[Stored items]
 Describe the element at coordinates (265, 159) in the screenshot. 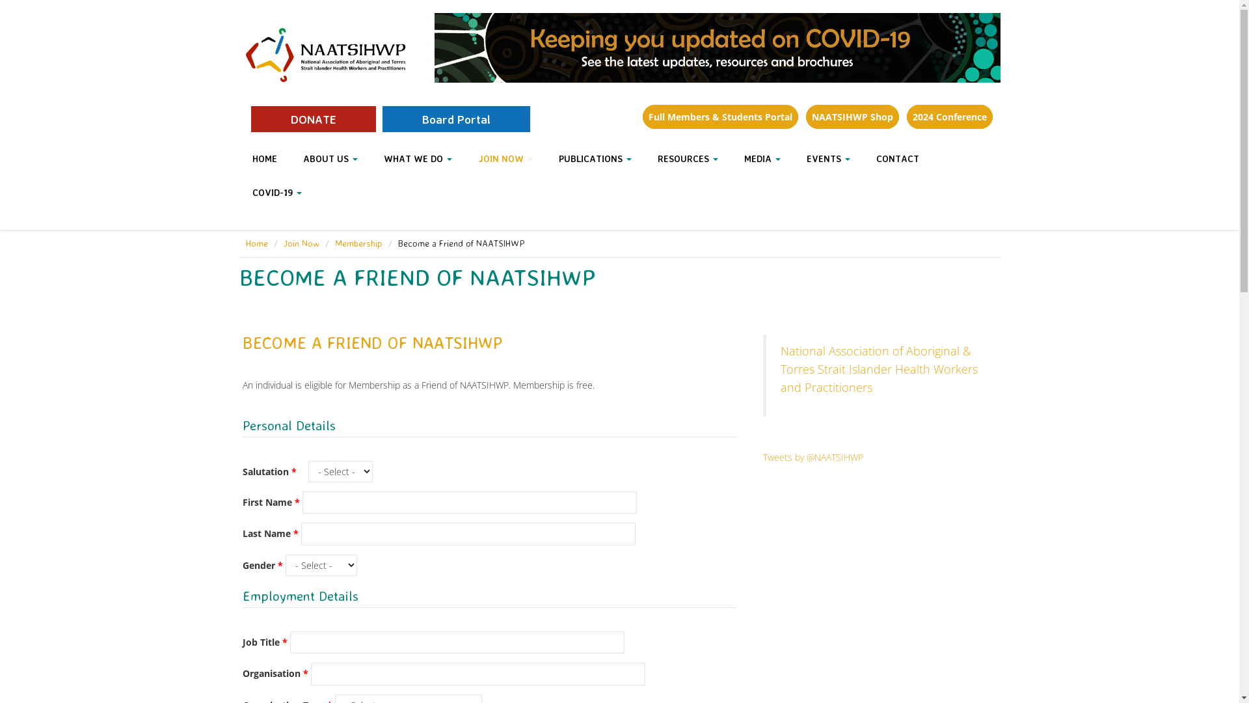

I see `HOME` at that location.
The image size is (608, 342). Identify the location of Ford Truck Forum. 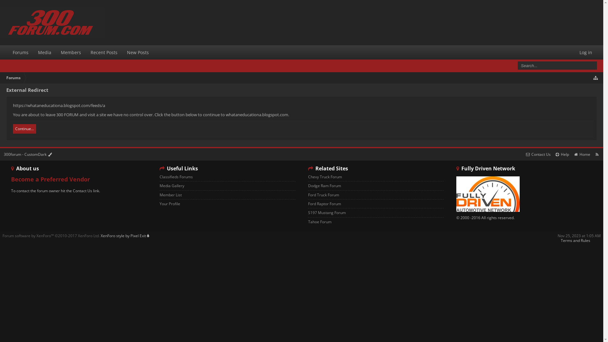
(376, 195).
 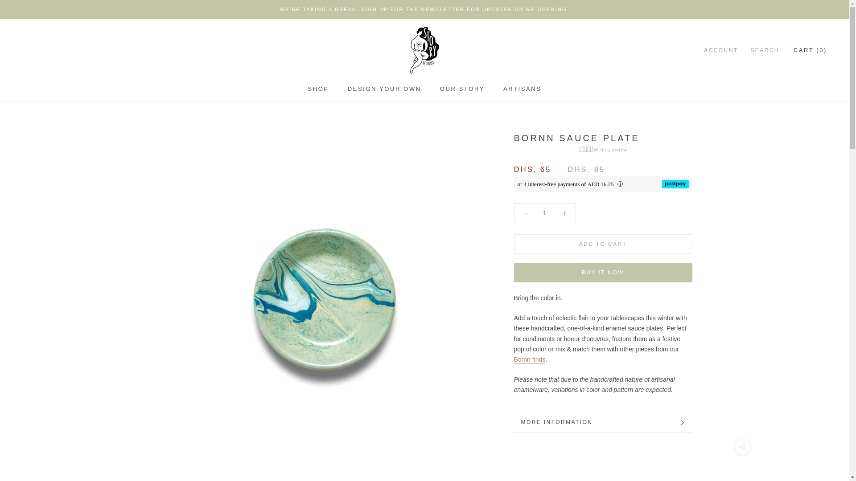 I want to click on DESIGN YOUR OWN, so click(x=522, y=89).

▶ **What to produce**
Write the lines above out again exactly, excluding every picture.

▶ **The answer**
 Describe the element at coordinates (265, 159) in the screenshot. 

I see `HOME` at that location.
The image size is (608, 342). Identify the location of Ford Truck Forum. 
(376, 195).
  I want to click on DESIGN YOUR OWN, so click(x=522, y=89).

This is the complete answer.